Why good science is key to good technology

Why good science is key to good technology

Summary

Science and technology rely on each other. Scientific progress fuels new technologies, while better technology helps science advance. But science faces a replication crisis. Many studies seem exciting but can’t be repeated. This slows discovery and delays innovation. If we want faster progress, we must fix how science is done and shared.
  • Author Company: DeSci Labs
  • Author Name: Philipp Koellinger
Editor: PharmiWeb Editor Last Updated: 12-Nov-2025

Science and technology rely on each other. Scientific progress fuels new technologies, while better technology helps science advance. But science faces a replication crisis. Many studies seem exciting but can’t be repeated. This slows discovery and delays innovation. If we want faster progress, we must fix how science is done and shared. Platforms like DeSci Publish, offer a way to make research more transparent, reproducible and openly accessible, helping restore trust in science and accelerate meaningful innovation.

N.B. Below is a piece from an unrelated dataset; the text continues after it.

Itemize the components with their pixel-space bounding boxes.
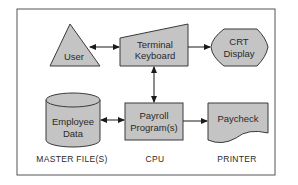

In scientific research, transparency and reproducibility are essential for building trust and advancing knowledge. However, there are often no clear requirements to include the data, code, or materials needed to verify or replicate findings. This lack of standardisation makes it difficult to assess the reliability of studies and can result in repeated work, ultimately slowing progress and increasing costs.

When science is strong and reliable, it can lead to real breakthroughs. But when research fails to hold up, it spreads misinformation, misguides future work and delays vital solutions.

Still, technology has helped science in recent years. DNA sequencing, for example, used to be slow and costly. Now, it's fast and cheap. This shift has transformed genetics and led to better medical care. Big datasets let researchers run larger, better studies. These have led to strong, repeatable results. Such advances were only possible thanks to tech that improved with earlier scientific work.

Technology also grows from science. The Human Genome Project, finished 25 years ago, pushed forward DNA sequencing. Two teams raced to decode the full human genome and their efforts sparked big advances. Sequencing got cheaper faster than computer chips did under Moore’s law.

This made large-scale biobanks possible. Projects like the UK Biobank collect health and genetic data from millions. Many are open to researchers worldwide and resulted in a wave of reliable new findings.

But bad science causes harm. A 2012 Nature article shared that biotech firm Amgen couldn’t replicate nearly 90% of 50 key cancer studies. This set back cancer research, wasted time and hurt trust in top journals. Making science more open helps avoid such issues. Sharing data and code enables others to verify findings and build upon previous work, reducing R&D time and accelerating genuine progress.

True innovation needs both novelty and rigour. Yet the current publishing system often relies on editors’ opinions to judge what’s new. This process is slow and prone to bias.

That’s why we built a machine-learning tool to score novelty in research papers. It tracks content novelty and context novelty and updates over time. With thousands of studies published daily, this tool helps surface the work most likely to matter.

The scores predict future citations better than top journals and help spot real breakthroughs early. We also support platforms where researchers can upload full research outputs. Crowdfunding could also help fund replications, giving science and industry a low-cost way to check key findings.

At DeSci Labs, we aim to make science more robust and novel. This strengthens the science-tech loop and helps real progress thrive. Join the movement to fix science at its foundation.